Oil companies are making more big finds
- Ben Geman, author of Axios Generate

An oil pumpjack in Germany operated by ExxonMobil. Photo: Adam Berry/For The Washington Post via Getty Images.
The oil-and-gas industry has halted years of declining investments in exploration and it's paying off in the form of big conventional finds.
Where it stands: The consultancy Rystad Energy said in a note Monday that discoveries this year will total an estimated 9.4 billion barrels of oil-equivalent. It's the biggest year for exploration since 2015, they added. The total is dominated by offshore finds, including Exxon's string of big oil exploration hits off Guyana's coast.
The big picture: Industry spending on oil-and-gas exploration began plunging nearly a half-decade ago, dropping 61% from 2014 levels, but the picture is changing again. Rystad analyst Palzor Shenga said in a statement...
“Global exploration activity and discoveries have halted their year-after-year decline and look set to rise in the next year ... This as an exciting recovery which runs contrary to a decline in global exploration spending from 2014 to 2017."
By the numbers: Analysis from the consultancy Wood Mackenzie — shared with Reuters and confirmed by Axios — shows that upstream spending is slated to grow to $425 billion next year.

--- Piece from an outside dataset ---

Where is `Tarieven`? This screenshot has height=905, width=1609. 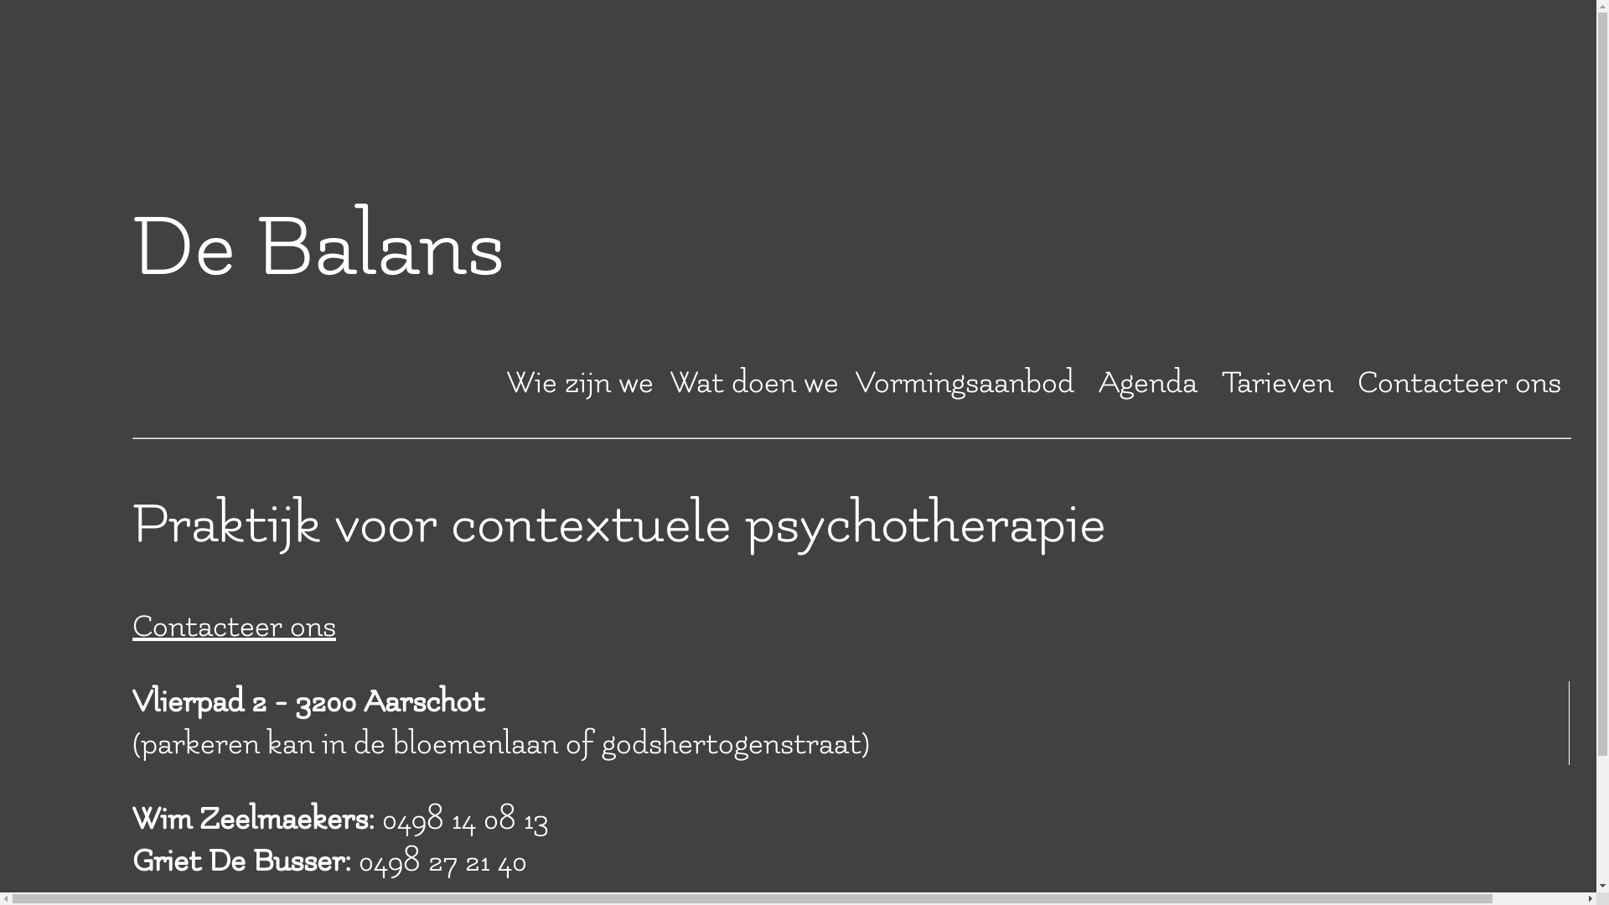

- That's $25 billion above 2016–2017 levels but still far below the $770 billion the industry spent finding new supplies in 2014.
- "More careful allocation of capital since 2017 has returned exploration to profitability, and 2019 looks set to be another promising year. Hotspots will include Guyana, Brazil, Mexico, US Gulf of Mexico, Cyprus, South Africa and the Barents Sea in Norway," WoodMac said in a note.
- In addition, WoodMac also sees an increase in final investment decisions on large production projects, including big South American offshore fields, rising next year.
The intrigue: It's not clear whether the industry will bring enough new crude supplies online in coming years to avoid problems down the road as demand grows and mature fields decline.
- There's a (disputed) view among some analysts that despite the U.S. shale surge, a global supply crunch could surface in the 2020s absent stronger investment in conventional exploration and megaproject approvals.
What they're saying: The IEA's big World Energy Outlook in November warned: "The average level of new conventional crude oil project approvals over the last three years is only half the amount necessary to balance the market out to 2025."
- IEA fears that the rise in U.S. shale production won't be enough to close the potential gap.